Of course without the missing test the program segfaulted when it tried
to dereference the const_iterator for this empty span.

I suppose that the desired result could be accomplished with try/catch,
but wonder if C++ iterators do not in general have some method for doing
this.

As the segfault was the result of undefined behaviour, try/catch would
not have reliably helped you.
The general method for checking if an iterator is still within range is
to test if it has not reached the end iterator for that range yet.
Thank you,

David Mathog

Bart van Ingen Schenau
 
M

Marcel Müller

If I then append to the string, so the buffer now contains

"ABCdefghijklmnop"

Without any change whatsoever to the iterator it has now become valid -
it points at d.

no, this is undefined behavior. Changing a vector or string invalidates
all existing iterators of this instance. You must consider that the
append operation could require a reallocation.

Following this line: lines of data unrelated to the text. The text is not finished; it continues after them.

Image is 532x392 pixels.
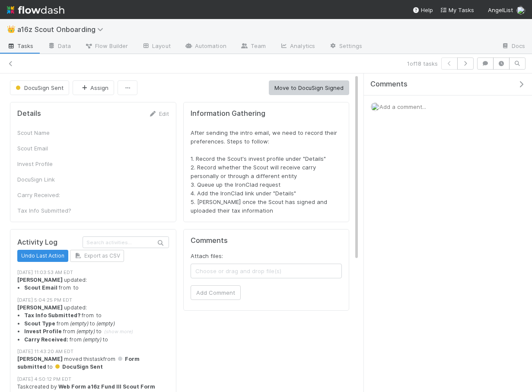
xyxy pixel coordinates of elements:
a: Layout [135,40,178,53]
div: moved this task from to [17,355,169,371]
div: updated: [17,276,169,292]
li: from to [24,311,169,319]
a: Edit [149,110,169,117]
span: Choose or drag and drop file(s) [191,264,342,278]
div: [DATE] 11:43:20 AM EDT [17,348,169,355]
button: Assign [73,80,114,95]
span: (show more) [104,328,133,334]
button: Undo Last Action [17,250,69,262]
strong: Scout Type [24,320,55,327]
a: Automation [178,40,233,53]
div: [DATE] 11:03:53 AM EDT [17,268,169,276]
div: Scout Email [17,144,82,152]
div: [DATE] 5:04:25 PM EDT [17,296,169,304]
span: My Tasks [440,6,474,13]
strong: Tax Info Submitted? [24,312,80,318]
span: 👑 [7,26,16,33]
strong: Scout Email [24,284,57,291]
div: Carry Received: [17,190,82,199]
a: Analytics [273,40,322,53]
label: Attach files: [191,251,223,260]
strong: [PERSON_NAME] [17,276,63,283]
h5: Activity Log [17,238,81,247]
strong: [PERSON_NAME] [17,356,63,362]
summary: Invest Profile from (empty) to (show more) [24,327,169,335]
button: DocuSign Sent [10,80,69,95]
a: Docs [495,40,532,53]
strong: Carry Received: [24,336,69,342]
div: Tax Info Submitted? [17,206,82,214]
a: Team [233,40,273,53]
h5: Details [17,109,41,118]
span: 1 of 18 tasks [407,59,438,68]
a: My Tasks [440,5,474,14]
div: Scout Name [17,128,82,137]
em: (empty) [77,328,95,334]
span: DocuSign Sent [54,363,103,370]
strong: Invest Profile [24,328,62,334]
div: Task created by [17,383,169,390]
img: avatar_6daca87a-2c2e-4848-8ddb-62067031c24f.png [516,6,525,14]
span: DocuSign Sent [14,84,64,91]
em: (empty) [96,320,115,327]
span: Comments [370,80,408,89]
em: (empty) [70,320,89,327]
button: Move to DocuSign Signed [269,80,349,95]
span: Tasks [7,42,34,50]
img: logo-inverted-e16ddd16eac7371096b0.svg [7,3,64,17]
div: DocuSign Link [17,175,82,183]
strong: [PERSON_NAME] [17,304,63,311]
div: Help [412,5,433,14]
span: AngelList [488,6,513,13]
span: Add a comment... [379,103,426,110]
a: Settings [322,40,369,53]
div: updated: [17,304,169,343]
li: from to [24,320,169,327]
span: a16z Scout Onboarding [17,25,108,34]
div: [DATE] 4:50:12 PM EDT [17,375,169,383]
a: Flow Builder [78,40,135,53]
h5: Information Gathering [191,109,343,118]
input: Search activities... [82,236,169,248]
h5: Comments [191,236,343,245]
button: Export as CSV [70,250,124,262]
span: After sending the intro email, we need to record their preferences. Steps to follow: 1. Record th... [191,129,339,214]
div: Invest Profile [17,159,82,168]
a: Data [41,40,78,53]
button: Add Comment [191,285,241,299]
img: avatar_6daca87a-2c2e-4848-8ddb-62067031c24f.png [371,102,379,111]
li: from to [24,284,169,291]
strong: Web Form a16z Fund III Scout Form [58,383,155,389]
li: from to [24,336,169,343]
em: (empty) [83,336,102,342]
span: Flow Builder [85,42,128,50]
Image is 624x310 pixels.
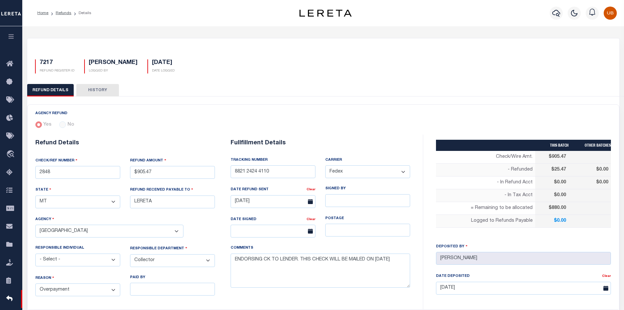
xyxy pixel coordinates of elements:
th: THIS BATCH [536,140,569,151]
p: $0.00 [538,192,566,199]
p: $880.00 [538,205,566,212]
label: STATE [35,186,51,193]
label: REASON [35,275,54,281]
label: RESPONSIBLE DEPARTMENT [130,245,187,251]
label: COMMENTS [231,245,253,251]
label: AGENCY [35,216,54,222]
th: OTHER BATCHES [569,140,612,151]
p: = Remaining to be allocated [439,205,533,212]
label: CARRIER [325,157,342,163]
label: REFUND RECEIVED PAYABLE TO [130,186,193,193]
a: Clear [307,218,316,221]
label: No [68,121,74,128]
label: REFUND AMOUNT [130,157,166,164]
p: Logged to Refunds Payable [439,217,533,225]
p: Check/Wire Amt. [439,153,533,161]
p: $905.47 [538,153,566,161]
label: Deposited By [436,243,468,249]
h6: Refund Details [35,140,215,147]
p: - In Tax Acct [439,192,533,199]
p: $0.00 [572,179,609,186]
a: Home [37,11,49,15]
label: Date Deposited [436,273,470,279]
p: - Refunded [439,166,533,173]
label: SIGNED BY [325,186,346,191]
h5: [PERSON_NAME] [89,59,138,67]
label: DATE REFUND SENT [231,187,269,192]
p: $0.00 [572,166,609,173]
p: $0.00 [538,179,566,186]
label: PAID BY [130,275,145,280]
p: - In Refund Acct [439,179,533,186]
label: Yes [43,121,51,128]
input: $ [130,166,215,179]
a: Refunds [56,11,71,15]
label: DATE SIGNED [231,217,257,222]
p: REFUND REGISTER ID [40,68,74,73]
button: REFUND DETAILS [27,84,74,96]
label: CHECK/REF NUMBER [35,157,78,164]
label: POSTAGE [325,216,344,221]
label: AGENCY REFUND [35,111,68,116]
li: Details [71,10,91,16]
h5: 7217 [40,59,74,67]
h6: Fullfillment Details [231,140,410,147]
button: HISTORY [76,84,119,96]
p: $25.47 [538,166,566,173]
label: TRACKING NUMBER [231,157,268,163]
input: Enter Date [436,282,611,294]
p: $0.00 [538,217,566,225]
p: LOGGED BY [89,68,138,73]
img: svg+xml;base64,PHN2ZyB4bWxucz0iaHR0cDovL3d3dy53My5vcmcvMjAwMC9zdmciIHBvaW50ZXItZXZlbnRzPSJub25lIi... [604,7,617,20]
h5: [DATE] [152,59,175,67]
label: RESPONSIBLE INDIVIDUAL [35,245,84,251]
a: Clear [602,274,611,278]
i: travel_explore [6,150,17,159]
a: Clear [307,188,316,191]
img: logo-dark.svg [300,10,352,17]
p: DATE LOGGED [152,68,175,73]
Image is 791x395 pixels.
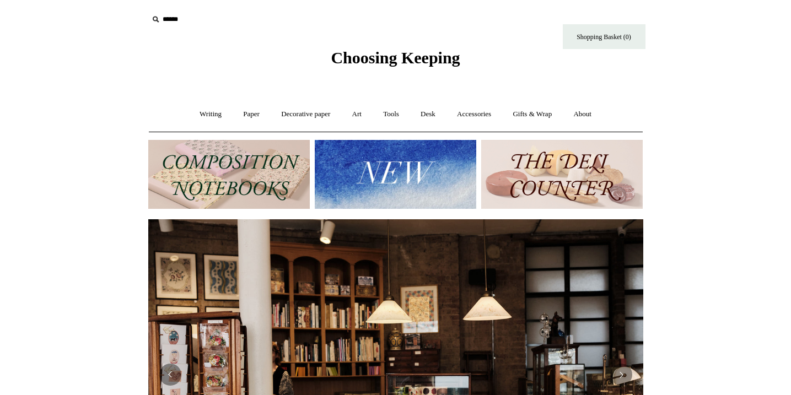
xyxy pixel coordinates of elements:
[159,364,181,386] button: Previous
[447,100,501,129] a: Accessories
[331,48,460,67] span: Choosing Keeping
[271,100,340,129] a: Decorative paper
[563,24,645,49] a: Shopping Basket (0)
[315,140,476,209] img: New.jpg__PID:f73bdf93-380a-4a35-bcfe-7823039498e1
[148,140,310,209] img: 202302 Composition ledgers.jpg__PID:69722ee6-fa44-49dd-a067-31375e5d54ec
[233,100,269,129] a: Paper
[373,100,409,129] a: Tools
[610,364,632,386] button: Next
[481,140,643,209] img: The Deli Counter
[503,100,562,129] a: Gifts & Wrap
[563,100,601,129] a: About
[411,100,445,129] a: Desk
[342,100,371,129] a: Art
[190,100,231,129] a: Writing
[331,57,460,65] a: Choosing Keeping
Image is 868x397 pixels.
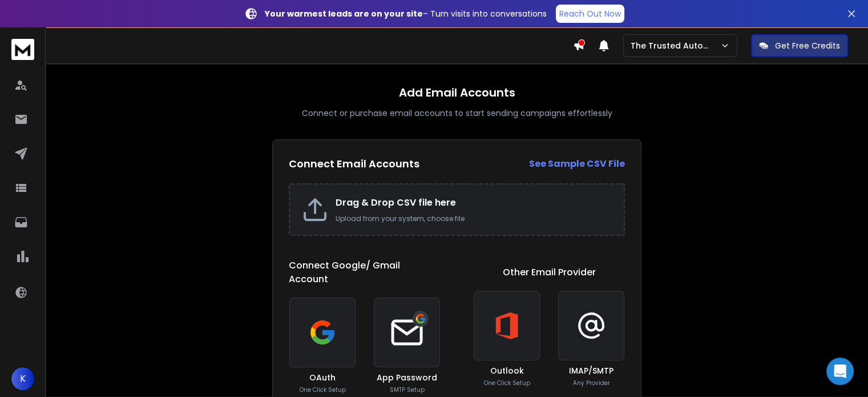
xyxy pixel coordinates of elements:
[302,107,612,119] p: Connect or purchase email accounts to start sending campaigns effortlessly
[265,8,547,19] p: – Turn visits into conversations
[826,357,853,384] div: Open Intercom Messenger
[399,85,515,101] h1: Add Email Accounts
[529,157,625,171] a: See Sample CSV File
[11,367,34,390] button: K
[630,40,720,51] p: The Trusted Automation
[502,266,596,279] h1: Other Email Provider
[559,8,621,19] p: Reach Out Now
[300,385,346,394] p: One Click Setup
[288,156,420,172] h2: Connect Email Accounts
[288,259,441,286] h1: Connect Google/ Gmail Account
[490,365,524,376] h3: Outlook
[390,385,425,394] p: SMTP Setup
[569,365,614,376] h3: IMAP/SMTP
[377,372,437,383] h3: App Password
[309,372,336,383] h3: OAuth
[751,34,848,57] button: Get Free Credits
[529,157,625,170] strong: See Sample CSV File
[775,40,840,51] p: Get Free Credits
[265,8,423,19] strong: Your warmest leads are on your site
[336,196,612,209] h2: Drag & Drop CSV file here
[573,378,610,387] p: Any Provider
[556,5,624,23] a: Reach Out Now
[11,39,34,60] img: logo
[484,378,530,387] p: One Click Setup
[336,214,612,223] p: Upload from your system, choose file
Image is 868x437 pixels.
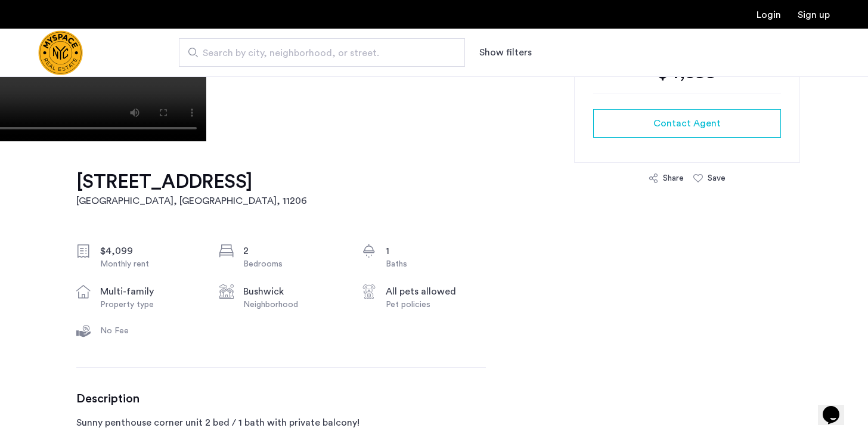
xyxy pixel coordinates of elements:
[100,243,200,258] div: $4,099
[818,389,856,425] iframe: chat widget
[244,243,344,258] div: 2
[179,38,465,67] input: Apartment Search
[100,284,200,298] div: multi-family
[76,194,307,208] h2: [GEOGRAPHIC_DATA], [GEOGRAPHIC_DATA] , 11206
[385,258,485,269] div: Baths
[203,46,432,60] span: Search by city, neighborhood, or street.
[662,172,684,184] div: Share
[756,10,781,19] a: Login
[708,172,725,184] div: Save
[593,109,781,138] button: button
[385,243,485,258] div: 1
[244,298,344,310] div: Neighborhood
[798,10,830,19] a: Registration
[100,298,200,310] div: Property type
[100,258,200,269] div: Monthly rent
[385,284,485,298] div: All pets allowed
[76,169,307,208] a: [STREET_ADDRESS][GEOGRAPHIC_DATA], [GEOGRAPHIC_DATA], 11206
[244,284,344,298] div: Bushwick
[38,31,82,75] img: logo
[479,45,532,59] button: Show or hide filters
[76,169,307,194] h1: [STREET_ADDRESS]
[38,31,82,75] a: Cazamio Logo
[76,392,485,406] h3: Description
[653,116,721,131] span: Contact Agent
[100,325,200,337] div: No Fee
[244,258,344,269] div: Bedrooms
[385,298,485,310] div: Pet policies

However, your answer that you can't check whether an iterator is valid
and dereferencable is right. I think this has mainly be done for
performance reasons. In C++ iterators are intended to be very cheap to
copy. In many cases they are only one machine size word in size.

In other languages like Java iterators are heap objects. It doesn't
matter whether they are a few bytes larger or not.


Marcel
 
J

James Kanze

On 01/05/2013 21:57, mathog wrote:
No, there isn't, and for good reasons.

The good reason is probably because there's no way of
implementing it, given that you need a second iterator to know
whether you're at the end or not. Every iterator I wrote before
STL came along supported something like this (usually
icc.isValid()).
Inside a std::string there's usually a buffer containing the string. (I
don't think there _has_ to be, but that's another matter (1) ). That
string is a load of characters, usually bytes.
Imagine I have an internal vector, which for efficiency the string code
has initially allocated as 16 bytes even though it only contains "ABC".
I'll use ? as a marker for "undefined". The bytes are then

An iterator to C can be de-referenced, but if you increment it you get
one that cannot be de-referenced. There's nothing about that ? that
marks it as something that can't be accessed. Without
accessing the original collection there's nothing the iterator
can use either - and for reasons I don't know the original STL
design doesn't contain references from iterators into the
collection (2). And if you _do_ de-reference it you'll just
get whatever character happens to be in the first question
mark.

With most modern implementations, you'll get an assertion
failure. (At least, this is the case with VC++ and g++.)
If I then append to the string, so the buffer now contains

Without any change whatsoever to the iterator it has now become valid -
it points at d.

What happens in this case is undefined behavior. I suspect,
however, that most implementations would miss that error
(supposing that capacity() had been larger than the new string).
I can then set it to end(). Typically this will be an address one more
than p. Again, without reference to the collection you can't tell if
it's valid. And if you do de-reference it - well, you might get the byte
that follows p. Or that page in the processor's memory space might not
have been allocated, and you get an exception. So once more you are in
the realms of undefined behaviour.
(1) I just checked. In C++98 there's no requirement for there to be an
internal buffer, but for C++11 there is!
(2) But I can guess. Suppose the collection was on the heap, and was
deleted? Suppose the iterator was re-pointed into a different
collection? And if the collection was deleted, and another one of the
same type created in the same heap location, what then?

In most implementations, iterators register with the container,
so that they can be marked as invalid in such cases.